Civil rights victories of the 1950s and 1960s robbed the SRC of its purpose

The SRC declined as it lost its reason for being, Wright says. He thinks that new legislation in the 1950s and 1960s meant that the government was equipped to uphold civil rights. The SRC accomplished its goal and retired gracefully.

Citing this Excerpt

Oral History Interview with Marion Wright, March 8, 1978. Interview B-0034. Southern Oral History Program Collection (#4007) in the Southern Oral History Program Collection, Southern Historical Collection, Wilson Library, University of North Carolina at Chapel Hill.

Full Text of the Excerpt

JACQUELYN HALL:
What is your feeling, though, about why what seems to be a decline in the Council has happened?
MARION WRIGHT:
It's inevitable.
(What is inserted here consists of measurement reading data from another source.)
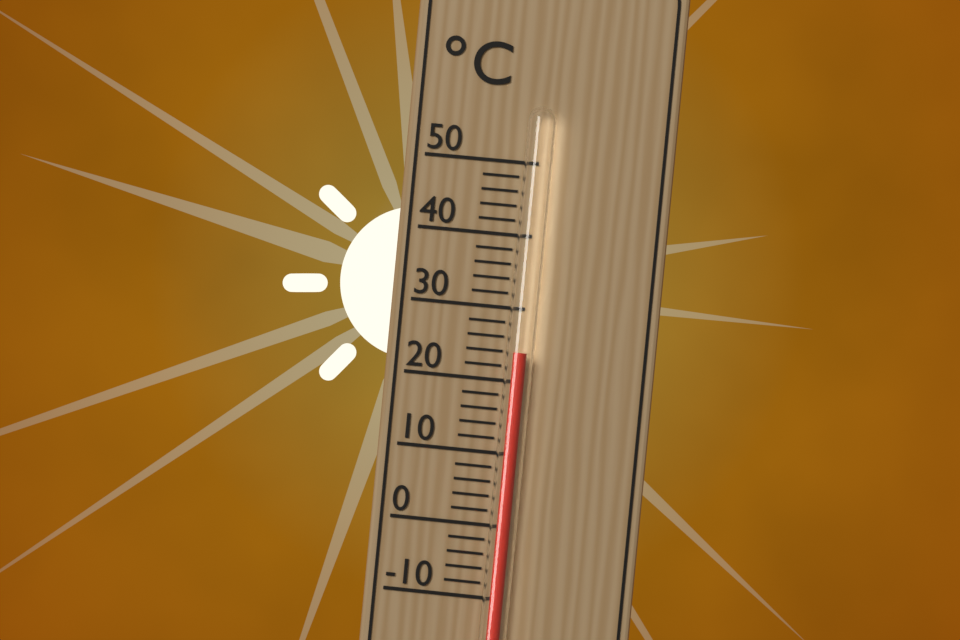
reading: 24 °C
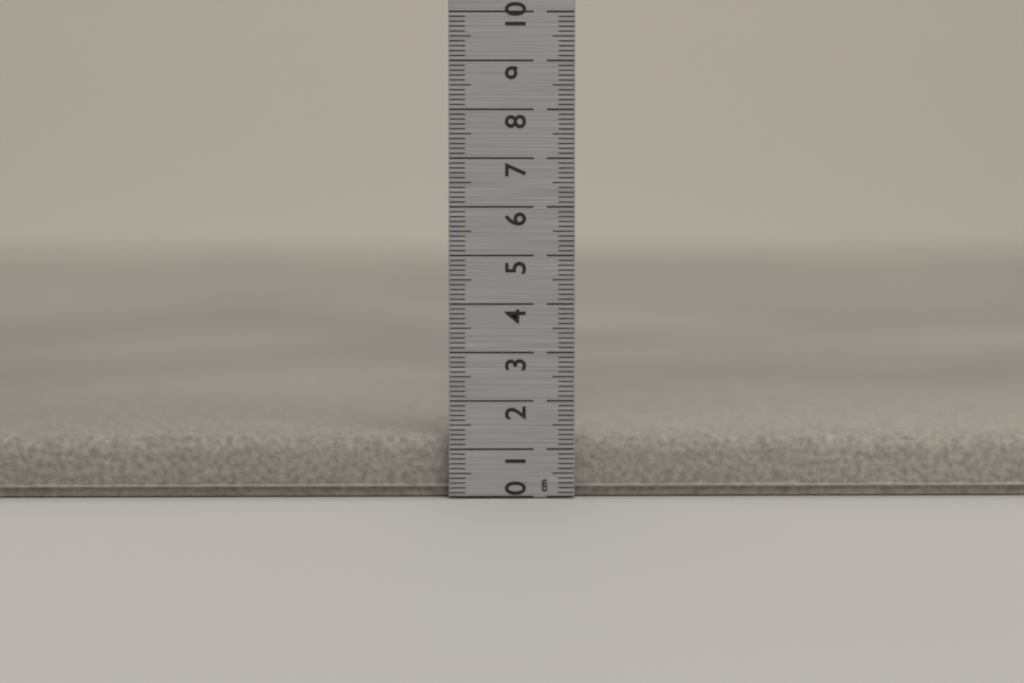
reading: 1.3 cm
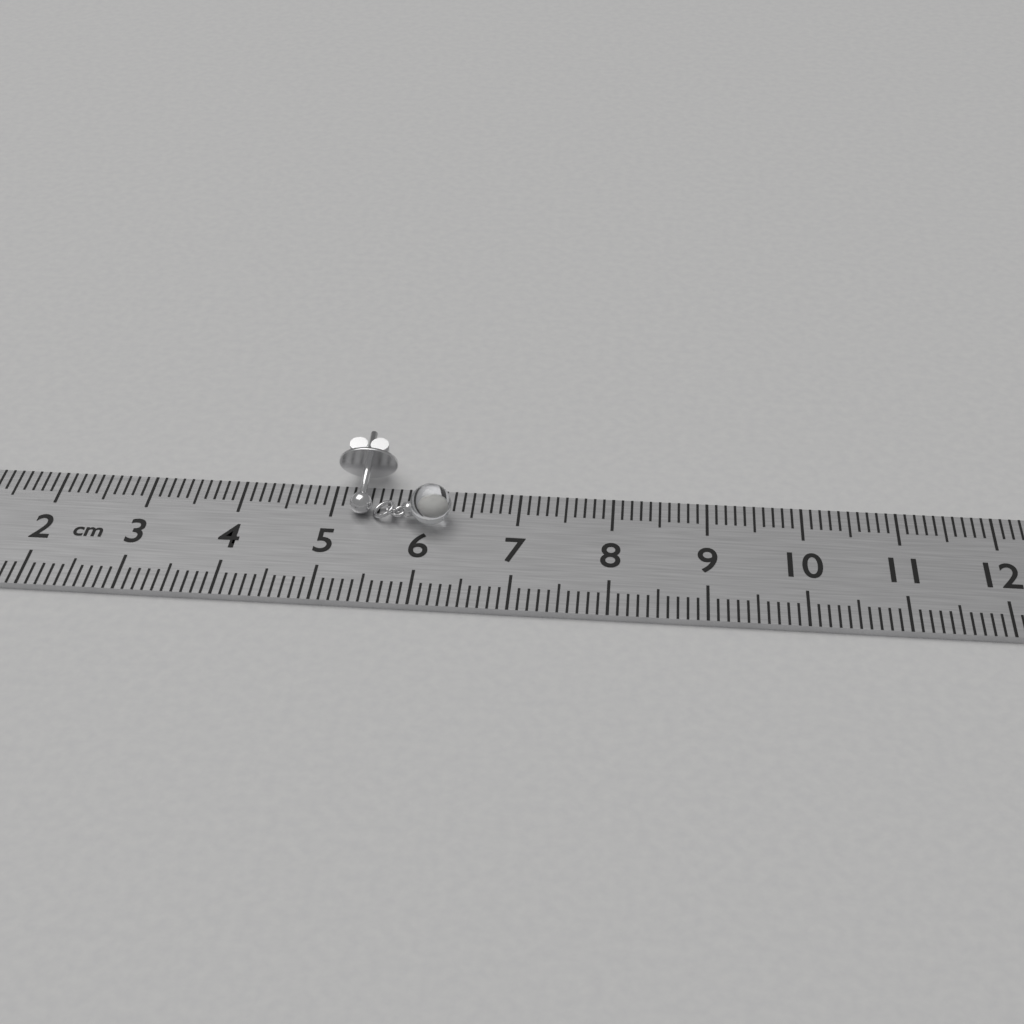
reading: 6.3 cm
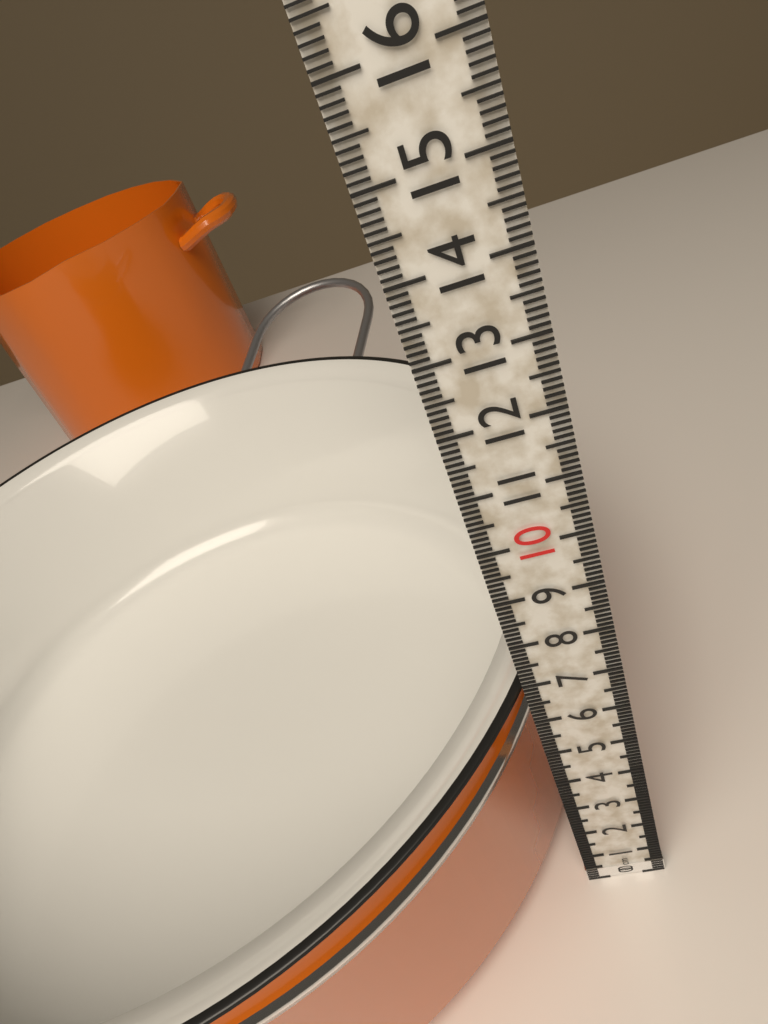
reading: 6.6 cm
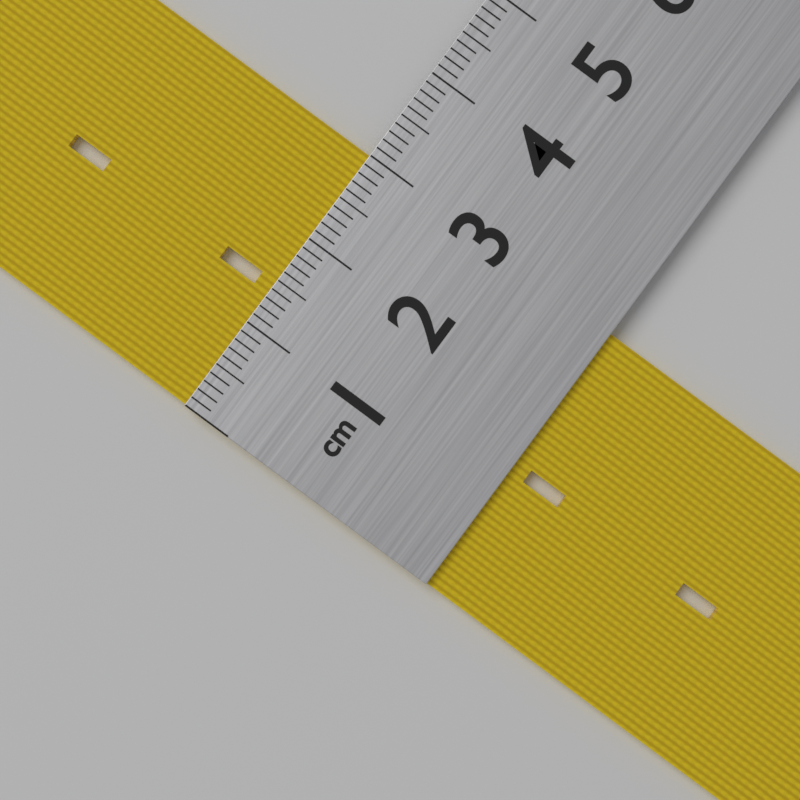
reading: 3.0 cm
The Southern Regional Council had a reason for being when you were fighting to establish the rights of a minority in this country. People would contribute to it; they took interest in it; you had something you could fight over. Now the rights have been either Congressionally or judicially established. If our sole mission had been to secure those rights, we should quit business at that time. It takes a different temperament and different talent to operate in an area when law has already stepped in. So I think it quite natural that you feel now not that we want to leave everything up to the government, but that the government has done the job, and the government is equipped to carry it on. Why should a private organization continue to exist? That's what it gets down to.
JACQUELYN HALL:
Part of what was going on, though, during George Esser's period was an effort to redirect the Council toward a different approach and different issues and so on, but that didn't seem to work.
MARION WRIGHT:
If I were cynical, as I hope I am not, I would say that for the same reason that I criticize a government agency for seeking to preserve itself after it has accomplished its purpose, I would say that the Southern Regional Council had been attempting to preserve itself after its principal mission was accomplished. You have now the Urban League, which works on employment. The field is pretty well occupied, and our principal mission is ended.